Good news for the Chinese worker:
The 12th Five-Year Plan will do precisely that, focusing on three major pro-consumption initiatives. First, China will begin to wean itself from the manufacturing model that has underpinned export– and investment-led growth. While the manufacturing approach served China well for 30 years, its dependence on capital-intensive, labor-saving productivity enhancement makes it incapable of absorbing the country’s massive labor surplus.
Instead, under the new Plan, China will adopt a more labor-intensive services model. It will, one hopes, provide a detailed blueprint for the development of large-scale transactions-intensive industries such as wholesale and retail trade, domestic transport and supply-chain logistics, health care, and leisure and hospitality.
Such a transition would provide China with much greater job-creating potential. With the employment content of a unit of Chinese output more than 35% higher in services than in manufacturing and construction, China could actually hit its employment target with slower GDP growth. Moreover, services are far less resource-intensive than manufacturing – offering China the added benefits of a lighter, cleaner, and greener growth model.
The new Plan’s second pro-consumption initiative will seek to boost wages. The main focus will be the lagging wages of rural workers, whose per capita incomes are currently only 30% of those in urban areas – precisely the opposite of China’s aspirations for a more “harmonious society.” Among the reforms will be tax policies aimed at boosting rural purchasing power, measures to broaden rural land ownership, and technology-led programs to raise agricultural productivity.

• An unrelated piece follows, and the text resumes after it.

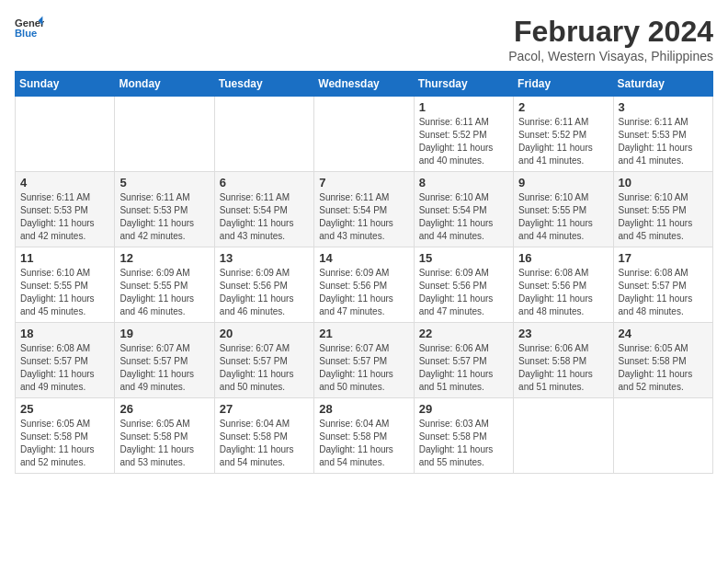  What do you see at coordinates (563, 85) in the screenshot?
I see `weekday-header-friday: Friday` at bounding box center [563, 85].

But the greatest leverage will undoubtedly come from policies that foster ongoing and rapid migration from the countryside to the cities. Since 2000, annual rural-to-urban migration has been running consistently at 15–20 million people. For migration to continue at this pace, China will have to relax the long-entrenched strictures of its hukou, or household registration system, which limits labor-market flexibility by tethering workers and their benefits to their birthplace.
Boosting employment via services, and lifting wages through enhanced support for rural workers, will go a long way toward raising Chinese personal income, now running at just 42% of GDP – half that of the United States. But more than higher growth in income from labor will be needed to boost Chinese private consumption. Major efforts to shift from saving toward spending are also required.

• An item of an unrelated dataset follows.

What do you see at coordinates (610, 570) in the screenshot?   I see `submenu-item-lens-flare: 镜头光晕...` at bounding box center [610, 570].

That issue frames the third major component of the new Plan’s pro-consumption agenda – the need to build a social safety net in order to reduce fear-driven precautionary saving. Specifically, that means social security, private pensions, and medical and unemployment insurance – plans that exist on paper but are woefully underfunded.
For example, in 2009, China’s retirement-system assets – national social security, local government retirement benefit plans, and private sector pensions – totaled just RMB2.4 trillion ($364 billion). That boils down to only about $470 of lifetime retirement benefits for the average Chinese worker. Little wonder that families save out of fear of the future. China’s new Plan must rectify this shortfall immediately.